Taking two copies of the same record (or different records if you're really good at it), and creating a new drum pattern by re-arranging and syncopating the beat. Live. Is very difficult to do in a way that sounds any good. Beat juggling has developed from "deck to deck" or "quick mixing" techniques, and is the staple of DJ battle competitors' routines. Good jugglers included Rob Swift, Shortkut, Babu and Vinroc.

Beat-juggling, a technique used almost exclusively by hip-hop DJs and turntablists, involves using the crossfader to cut back and forth between cued portions of two different records, thereby creating a new song. First, the DJ finds a beat on record A and holds the record at that point. After releasing the record and playing the beat, he or she crossfades across to record B, on which the next beat has already been found and cued. Then the technique is repeated with record A, and so on. In this way, the DJ "juggles" the beats, using pre-existing rhythms to create one which is entirely new. This is all done incredibly fast: a good DJ can juggle 7 or 8 beats while you're reading this sentence.

The theory of beat-juggling was invented by Grandmaster Flash, who was the first DJ to cut between two different beats in time with each other. The DJ usually considered to be the first true beat-juggler, however, is Steve D., while turntablists such as DJ Shortkut of the Invisibl Skratch Piklz have taken beat-juggling to new heights of sophistication.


▸ **What you need to do**:
Please look for the string "Messenger" below and report every line in which it occurs.

Extracted data entries

....................

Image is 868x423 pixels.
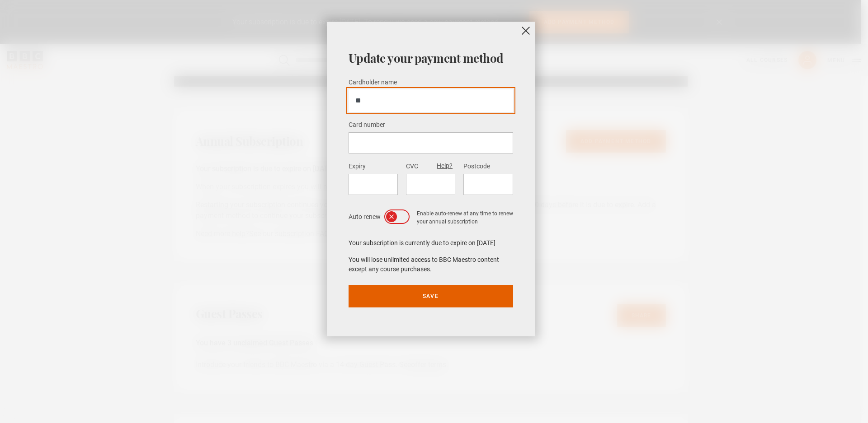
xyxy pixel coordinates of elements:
[406,161,418,172] label: CVC
[434,160,455,172] button: Help?
[416,210,513,228] p: Enable auto-renew at any time to renew your annual subscription
[348,161,366,172] label: Expiry
[348,212,380,221] span: Auto renew
[356,180,390,189] iframe: Casella di inserimento sicuro della data di scadenza
[517,21,534,40] button: close
[356,139,506,147] iframe: Casella di inserimento sicuro del numero di carta
[348,238,513,248] p: Your subscription is currently due to expire on [DATE]
[413,180,448,189] iframe: Casella di inserimento sicuro del CVC
[471,180,505,189] iframe: Casella di inserimento sicuro del codice postale
[463,161,490,172] label: Postcode
[348,255,513,274] p: You will lose unlimited access to BBC Maestro content except any course purchases.
[348,120,385,130] label: Card number
[348,285,513,307] button: Save
[348,51,513,66] h2: Update your payment method
[348,77,397,88] label: Cardholder name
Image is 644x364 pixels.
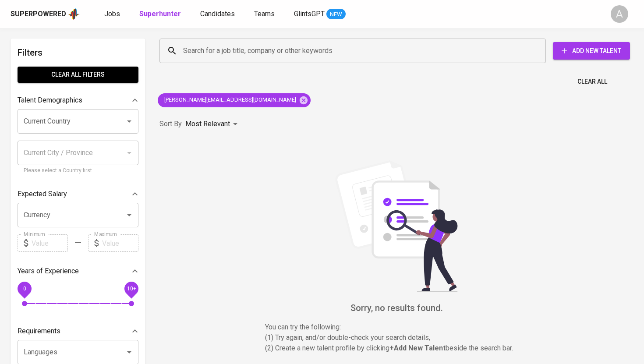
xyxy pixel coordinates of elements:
[160,119,182,129] p: Sort By
[102,234,138,252] input: Value
[17,95,82,106] p: Talent Demographics
[17,185,138,203] div: Expected Salary
[578,76,607,87] span: Clear All
[25,69,131,80] span: Clear All filters
[200,9,236,20] a: Candidates
[32,234,68,252] input: Value
[17,266,79,276] p: Years of Experience
[17,92,138,109] div: Talent Demographics
[126,286,136,292] span: 10+
[200,10,235,18] span: Candidates
[104,10,120,18] span: Jobs
[23,167,132,175] p: Please select a Country first
[123,209,135,221] button: Open
[17,66,138,83] button: Clear All filters
[10,8,80,21] a: Superpoweredapp logo
[139,9,183,20] a: Superhunter
[185,119,230,129] p: Most Relevant
[574,74,611,90] button: Clear All
[17,263,138,280] div: Years of Experience
[23,286,26,292] span: 0
[185,116,240,132] div: Most Relevant
[294,9,345,20] a: GlintsGPT NEW
[17,46,138,59] h6: Filters
[17,326,60,336] p: Requirements
[265,343,528,354] p: (2) Create a new talent profile by clicking beside the search bar.
[10,9,66,19] div: Superpowered
[611,5,628,23] div: A
[123,346,135,359] button: Open
[390,344,446,352] b: + Add New Talent
[17,323,138,340] div: Requirements
[160,301,634,315] h6: Sorry, no results found.
[157,93,311,107] div: [PERSON_NAME][EMAIL_ADDRESS][DOMAIN_NAME]
[560,46,623,57] span: Add New Talent
[157,96,301,104] span: [PERSON_NAME][EMAIL_ADDRESS][DOMAIN_NAME]
[68,8,80,21] img: app logo
[553,42,630,59] button: Add New Talent
[104,9,122,20] a: Jobs
[139,10,181,18] b: Superhunter
[123,115,135,128] button: Open
[265,322,528,332] p: You can try the following :
[254,9,276,20] a: Teams
[265,332,528,343] p: (1) Try again, and/or double-check your search details,
[17,189,67,199] p: Expected Salary
[326,10,345,19] span: NEW
[294,10,325,18] span: GlintsGPT
[331,160,462,292] img: file_searching.svg
[254,10,275,18] span: Teams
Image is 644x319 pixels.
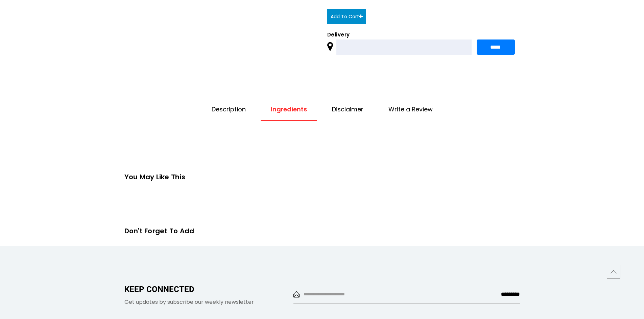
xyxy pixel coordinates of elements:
button: Add To Cart [327,9,366,24]
span: Delivery [327,32,520,37]
h2: keep connected [124,285,283,294]
a: Disclaimer [322,105,374,121]
a: Write a Review [378,105,443,121]
h2: Don't Forget To Add [124,227,520,234]
a: Ingredients [261,105,317,121]
a: Description [202,105,256,121]
p: Get updates by subscribe our weekly newsletter [124,298,283,306]
h2: You May Like This [124,173,520,180]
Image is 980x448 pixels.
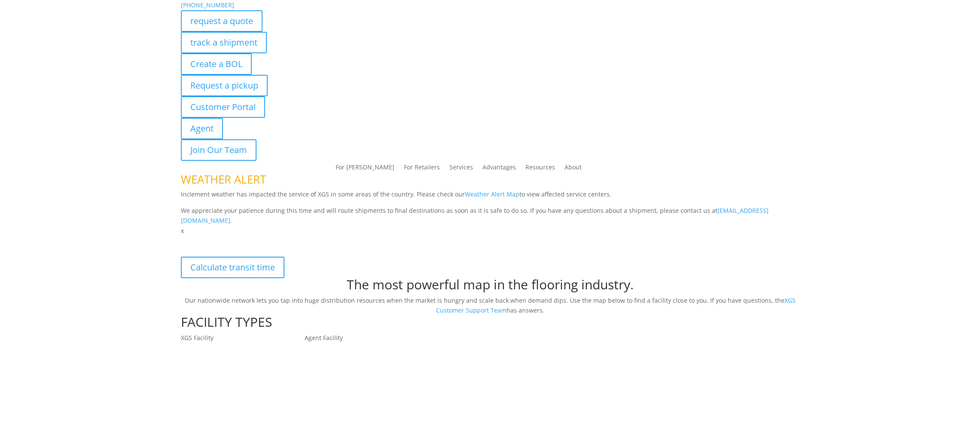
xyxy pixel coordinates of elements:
p: x [181,226,799,236]
a: For Retailers [404,164,440,173]
h1: The most powerful map in the flooring industry. [181,278,799,295]
p: XGS Distribution Network [181,236,799,256]
a: About [565,164,582,173]
a: request a quote [181,11,262,32]
p: Agent Facility [305,332,429,343]
a: track a shipment [181,32,267,53]
a: [PHONE_NUMBER] [181,1,234,9]
a: Resources [526,164,555,173]
a: For [PERSON_NAME] [335,164,395,173]
a: Join Our Team [181,140,256,161]
h1: FACILITY TYPES [181,316,799,332]
a: Advantages [483,164,516,173]
a: Customer Portal [181,96,265,117]
a: Create a BOL [181,53,252,75]
a: Request a pickup [181,75,268,96]
p: Inclement weather has impacted the service of XGS in some areas of the country. Please check our ... [181,189,799,205]
a: Services [449,164,473,173]
p: XGS Facility [181,332,305,343]
p: Our nationwide network lets you tap into huge distribution resources when the market is hungry an... [181,295,799,316]
a: Weather Alert Map [465,190,519,198]
span: WEATHER ALERT [181,172,266,187]
a: Agent [181,117,223,140]
a: Calculate transit time [181,256,285,278]
p: We appreciate your patience during this time and will route shipments to final destinations as so... [181,205,799,226]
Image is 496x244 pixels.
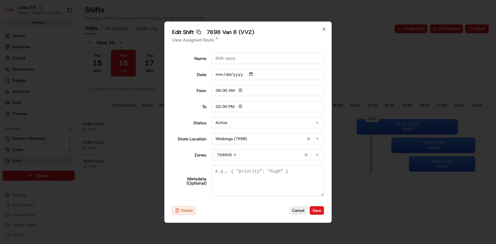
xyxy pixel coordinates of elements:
[172,37,324,43] a: View Assigned Route
[172,153,206,157] label: Zones
[6,6,19,19] img: Nash
[211,165,324,196] textarea: { "pick_shift_name": "VV2", "vehicle_max_orders": 999, "vehicle_payload_kg": 1000, "optimization_...
[105,61,113,68] button: Start new chat
[172,177,206,185] label: Metadata (Optional)
[215,136,247,142] span: Wodonga (7698)
[62,105,75,110] span: Pylon
[44,105,75,110] a: Powered byPylon
[172,29,324,35] h2: Edit Shift
[172,104,206,109] div: To
[21,65,78,70] div: We're available if you need us!
[16,40,112,46] input: Got a question? Start typing here...
[21,59,102,65] div: Start new chat
[309,207,324,215] button: Save
[6,59,17,70] img: 1736555255976-a54dd68f-1ca7-489b-9aae-adbdc363a1c4
[4,87,50,98] a: 📗Knowledge Base
[59,90,99,96] span: API Documentation
[6,25,113,35] p: Welcome 👋
[12,90,47,96] span: Knowledge Base
[52,90,57,95] div: 💻
[6,90,11,95] div: 📗
[50,87,102,98] a: 💻API Documentation
[172,120,206,125] label: Status
[172,56,206,60] label: Name
[217,152,232,157] span: 7698HD
[289,207,307,215] button: Cancel
[211,133,324,144] button: Wodonga (7698)
[211,149,324,160] button: 7698HD
[172,206,195,215] button: Delete
[172,137,206,141] label: Store Location
[172,88,206,93] div: From
[172,72,206,77] label: Date
[211,53,324,64] input: Shift name
[206,29,254,35] span: 7698 Van 8 (VV2)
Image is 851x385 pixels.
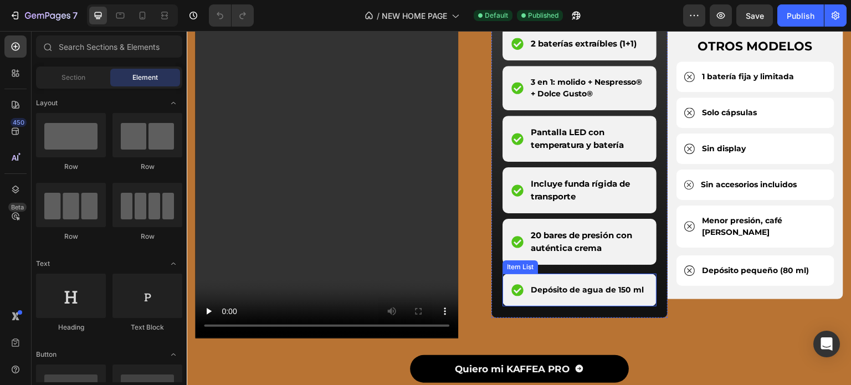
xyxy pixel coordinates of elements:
[746,11,764,21] span: Save
[528,11,559,21] span: Published
[344,198,459,223] p: 20 bares de presión con auténtica crema
[209,4,254,27] div: Undo/Redo
[344,95,459,120] p: Pantalla LED con temperatura y batería
[112,162,182,172] div: Row
[382,10,447,22] span: NEW HOME PAGE
[344,147,459,172] p: Incluye funda rígida de transporte
[344,7,450,19] p: 2 baterías extraíbles (1+1)
[813,331,840,357] div: Open Intercom Messenger
[516,40,608,52] p: 1 batería fija y limitada
[36,232,106,242] div: Row
[516,112,560,124] p: Sin display
[165,255,182,273] span: Toggle open
[112,232,182,242] div: Row
[4,4,83,27] button: 7
[36,259,50,269] span: Text
[485,11,508,21] span: Default
[515,148,611,160] p: Sin accesorios incluidos
[377,10,380,22] span: /
[132,73,158,83] span: Element
[491,8,647,24] p: OTROS MODELOS
[73,9,78,22] p: 7
[516,76,571,88] p: Solo cápsulas
[268,332,383,344] p: Quiero mi KAFFEA PRO
[36,162,106,172] div: Row
[777,4,824,27] button: Publish
[187,31,851,385] iframe: Design area
[36,322,106,332] div: Heading
[318,231,349,241] div: Item List
[223,324,442,352] a: Quiero mi KAFFEA PRO
[516,234,623,245] p: Depósito pequeño (80 ml)
[36,350,57,360] span: Button
[736,4,773,27] button: Save
[112,322,182,332] div: Text Block
[11,118,27,127] div: 450
[36,35,182,58] input: Search Sections & Elements
[62,73,85,83] span: Section
[8,203,27,212] div: Beta
[165,346,182,363] span: Toggle open
[787,10,815,22] div: Publish
[36,98,58,108] span: Layout
[344,45,459,69] p: 3 en 1: molido + Nespresso® + Dolce Gusto®
[516,184,639,207] p: Menor presión, café [PERSON_NAME]
[344,253,457,265] p: Depósito de agua de 150 ml
[165,94,182,112] span: Toggle open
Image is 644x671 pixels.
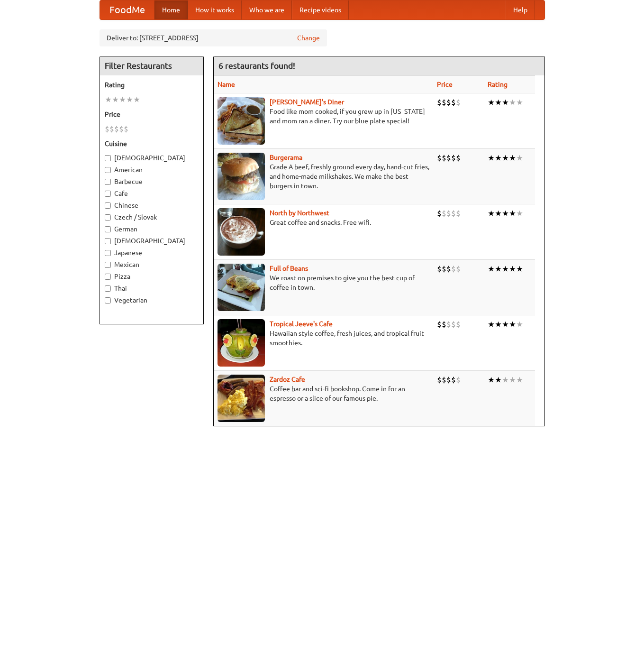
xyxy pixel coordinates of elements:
[187,1,242,19] a: How it works
[502,319,509,330] li: ★
[442,97,447,108] li: $
[437,264,442,274] li: $
[456,153,461,163] li: $
[104,226,111,232] input: German
[442,208,447,219] li: $
[104,202,111,208] input: Chinese
[104,80,199,90] h5: Rating
[509,374,517,385] li: ★
[126,94,133,105] li: ★
[447,153,451,163] li: $
[104,189,199,198] label: Cafe
[100,1,155,19] a: FoodMe
[456,208,461,219] li: $
[104,250,111,256] input: Japanese
[437,97,442,108] li: $
[270,98,344,106] a: [PERSON_NAME]'s Diner
[119,124,124,134] li: $
[218,218,430,227] p: Great coffee and snacks. Free wifi.
[270,376,305,383] a: Zardoz Cafe
[104,237,199,245] label: [DEMOGRAPHIC_DATA]
[502,153,509,163] li: ★
[495,208,502,219] li: ★
[506,1,535,19] a: Help
[447,319,451,330] li: $
[502,264,509,274] li: ★
[509,208,517,219] li: ★
[502,208,509,219] li: ★
[517,374,523,385] li: ★
[437,153,442,163] li: $
[99,30,327,47] div: Deliver to: [STREET_ADDRESS]
[442,264,447,274] li: $
[104,94,112,105] li: ★
[495,374,502,385] li: ★
[218,162,430,191] p: Grade A beef, freshly ground every day, hand-cut fries, and home-made milkshakes. We make the bes...
[104,179,111,185] input: Barbecue
[442,153,447,163] li: $
[495,97,502,108] li: ★
[104,155,111,161] input: [DEMOGRAPHIC_DATA]
[218,319,265,366] img: jeeves.jpg
[270,209,330,216] a: North by Northwest
[451,208,456,219] li: $
[104,167,111,173] input: American
[451,319,456,330] li: $
[242,1,292,19] a: Who we are
[104,260,199,269] label: Mexican
[488,319,495,330] li: ★
[218,81,235,88] a: Name
[495,319,502,330] li: ★
[104,274,111,280] input: Pizza
[218,208,265,256] img: north.jpg
[447,264,451,274] li: $
[451,374,456,385] li: $
[104,177,199,186] label: Barbecue
[488,97,495,108] li: ★
[270,320,333,328] a: Tropical Jeeve's Cafe
[517,97,523,108] li: ★
[456,319,461,330] li: $
[451,264,456,274] li: $
[114,124,119,134] li: $
[104,153,199,162] label: [DEMOGRAPHIC_DATA]
[104,284,199,293] label: Thai
[218,273,430,292] p: We roast on premises to give you the best cup of coffee in town.
[437,374,442,385] li: $
[119,94,126,105] li: ★
[104,262,111,268] input: Mexican
[218,328,430,348] p: Hawaiian style coffee, fresh juices, and tropical fruit smoothies.
[502,374,509,385] li: ★
[104,285,111,291] input: Thai
[509,153,517,163] li: ★
[488,208,495,219] li: ★
[104,165,199,174] label: American
[218,384,430,403] p: Coffee bar and sci-fi bookshop. Come in for an espresso or a slice of our famous pie.
[270,265,308,272] a: Full of Beans
[218,374,265,422] img: zardoz.jpg
[451,97,456,108] li: $
[104,201,199,210] label: Chinese
[100,56,203,76] h4: Filter Restaurants
[218,107,430,126] p: Food like mom cooked, if you grew up in [US_STATE] and mom ran a diner. Try our blue plate special!
[447,97,451,108] li: $
[218,264,265,311] img: beans.jpg
[442,319,447,330] li: $
[442,374,447,385] li: $
[495,153,502,163] li: ★
[509,264,517,274] li: ★
[104,225,199,234] label: German
[488,153,495,163] li: ★
[104,139,199,148] h5: Cuisine
[124,124,128,134] li: $
[218,153,265,200] img: burgerama.jpg
[502,97,509,108] li: ★
[517,208,523,219] li: ★
[104,248,199,257] label: Japanese
[517,319,523,330] li: ★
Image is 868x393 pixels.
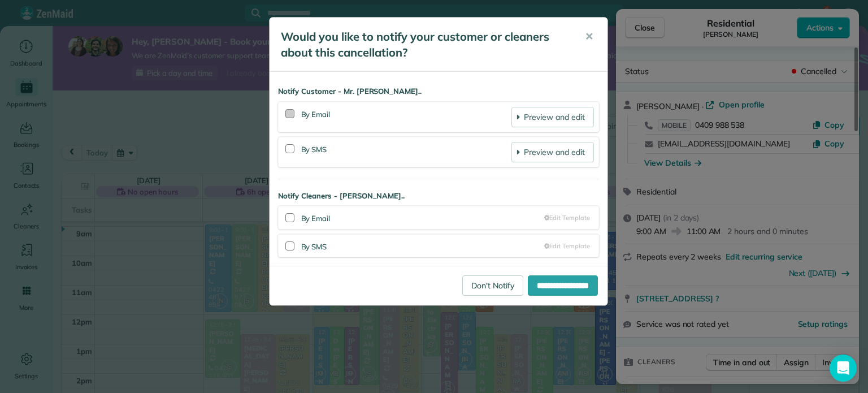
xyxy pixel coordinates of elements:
[301,211,544,224] div: By Email
[278,86,598,98] strong: Notify Customer - Mr. [PERSON_NAME]..
[462,275,523,295] a: Don't Notify
[512,106,593,127] a: Preview and edit
[301,239,544,253] div: By SMS
[281,28,569,60] h5: Would you like to notify your customer or cleaners about this cancellation?
[278,191,598,201] strong: Notify Cleaners - [PERSON_NAME]..
[584,30,593,43] span: ✕
[544,241,589,251] a: Edit Template
[512,142,593,162] a: Preview and edit
[544,213,589,223] a: Edit Template
[829,354,856,381] div: Open Intercom Messenger
[301,142,512,162] div: By SMS
[301,106,512,127] div: By Email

....................

▸ **Output below**:
[813,331,840,357] div: Open Intercom Messenger
[829,354,856,381] div: Open Intercom Messenger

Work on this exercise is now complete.